| Data for this exercise |
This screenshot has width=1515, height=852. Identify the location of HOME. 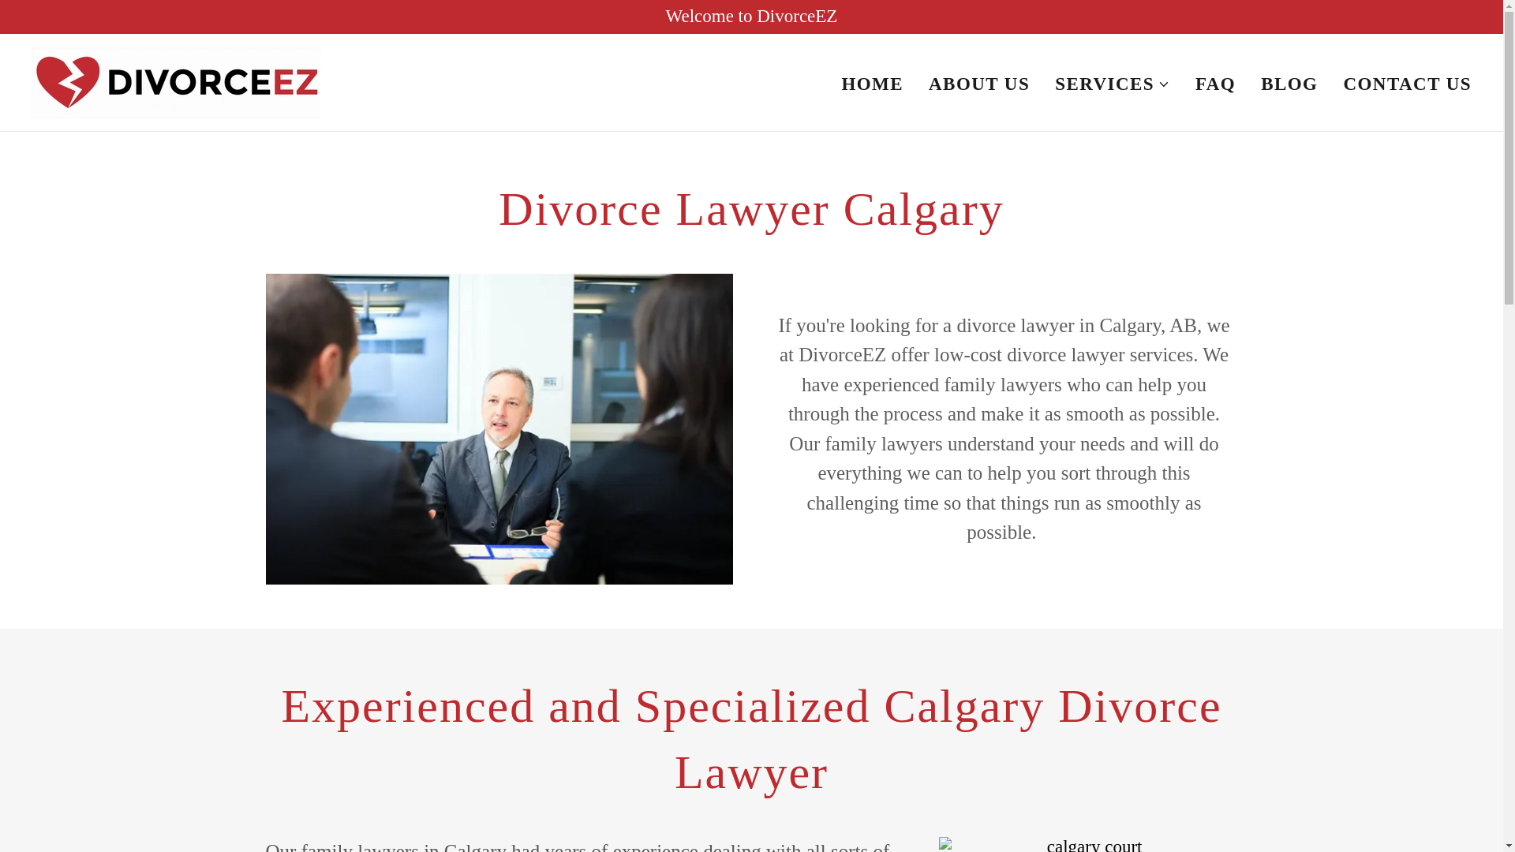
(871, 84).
==
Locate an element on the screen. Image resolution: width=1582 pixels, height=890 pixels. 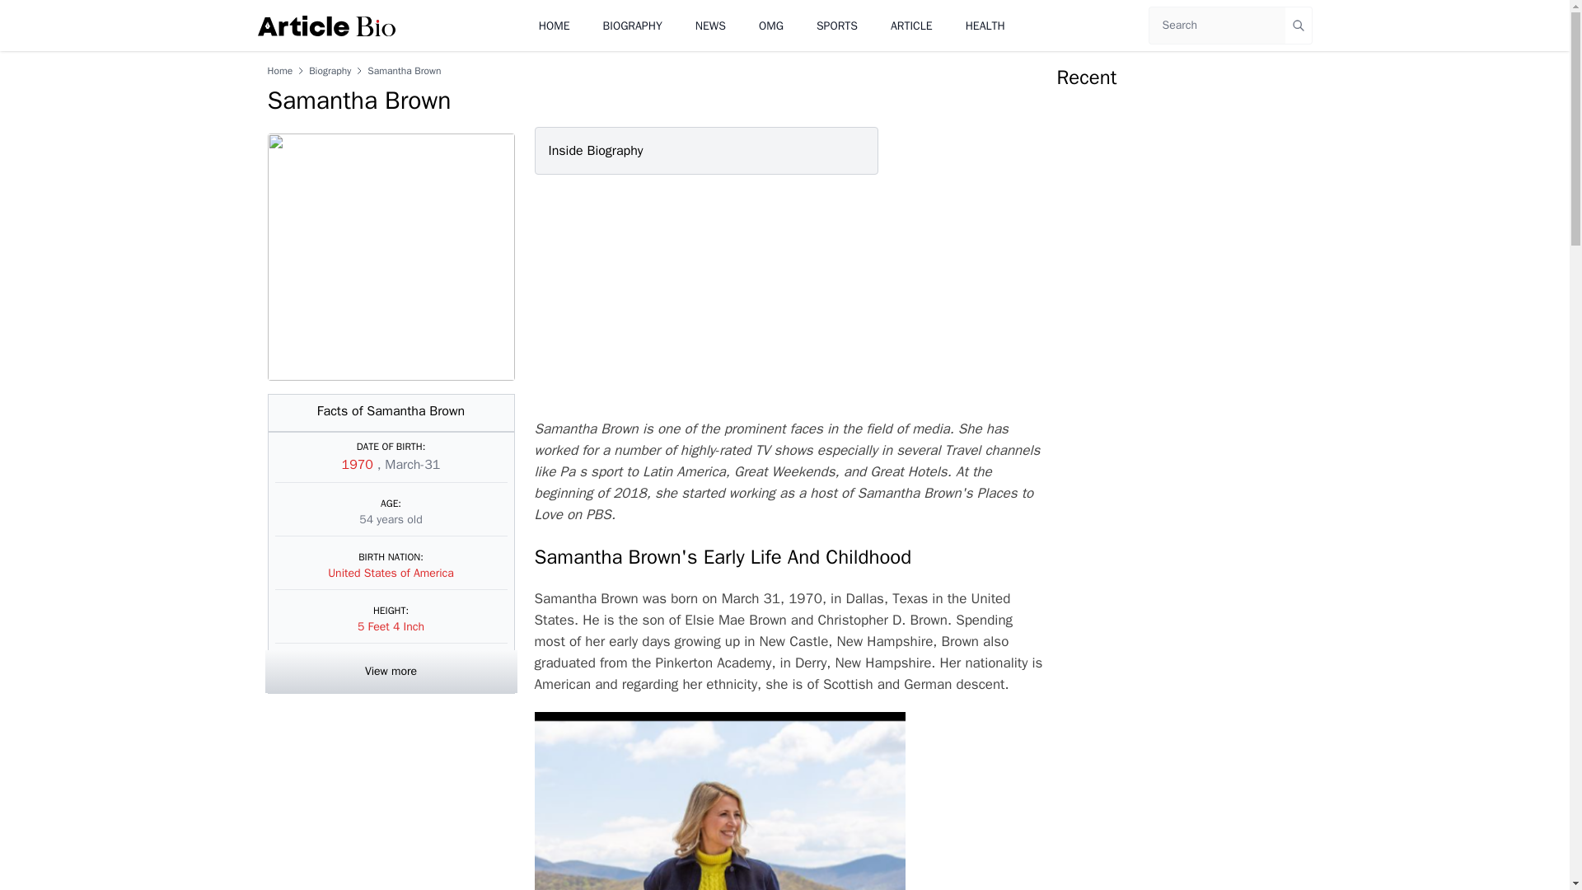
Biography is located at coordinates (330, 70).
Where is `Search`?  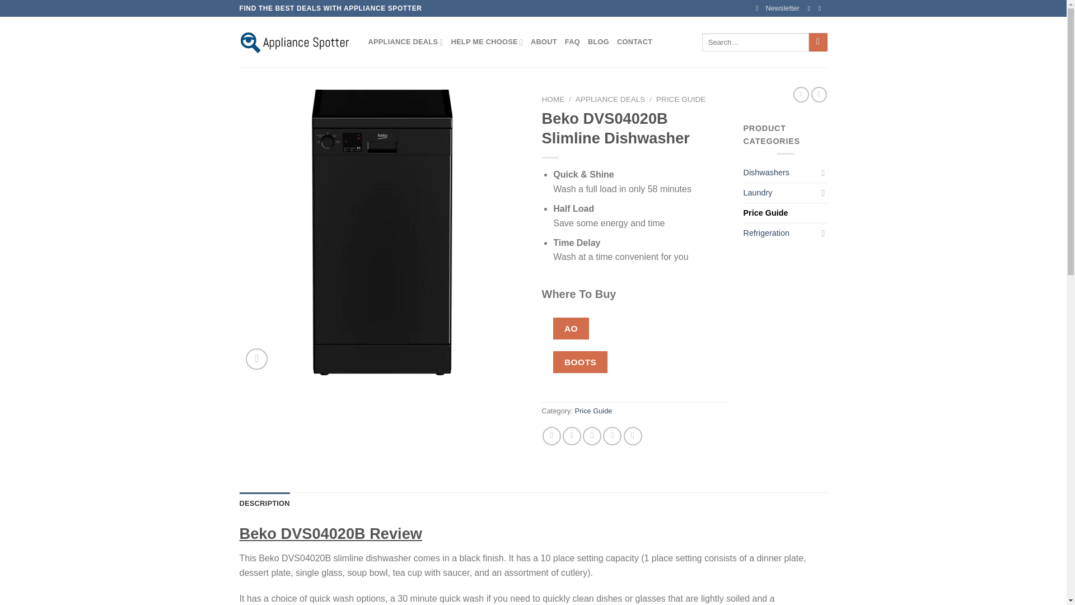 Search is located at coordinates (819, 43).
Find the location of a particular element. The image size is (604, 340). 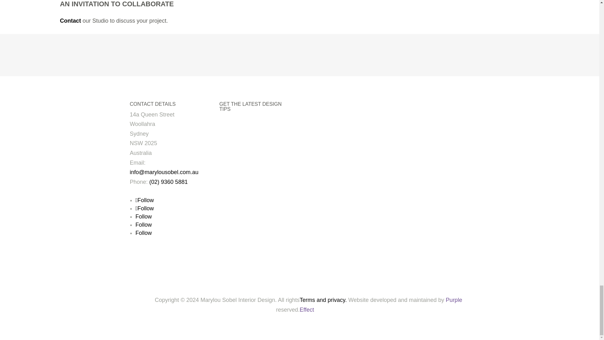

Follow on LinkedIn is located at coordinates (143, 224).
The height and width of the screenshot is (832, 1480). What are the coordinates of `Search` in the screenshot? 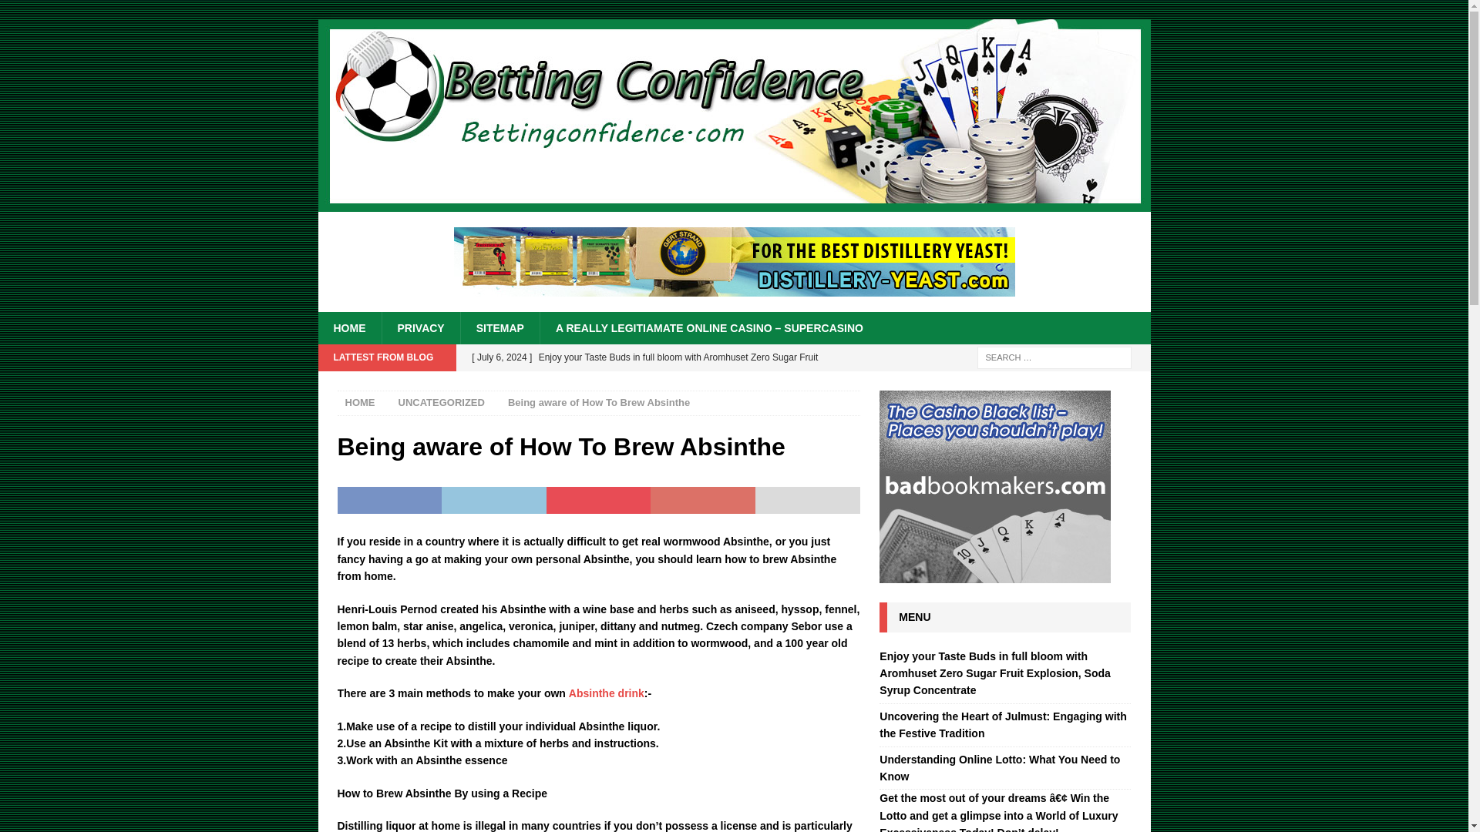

| Problem statement |
Copy only the lines above from the one containing "Find the location" through the one containing "The height and", both included. Leave out the pictures.

| Solution to this problem |
Find the location of a particular element. The image size is (604, 340). 

Follow on LinkedIn is located at coordinates (143, 224).
The height and width of the screenshot is (832, 1480). What are the coordinates of `Search` in the screenshot? 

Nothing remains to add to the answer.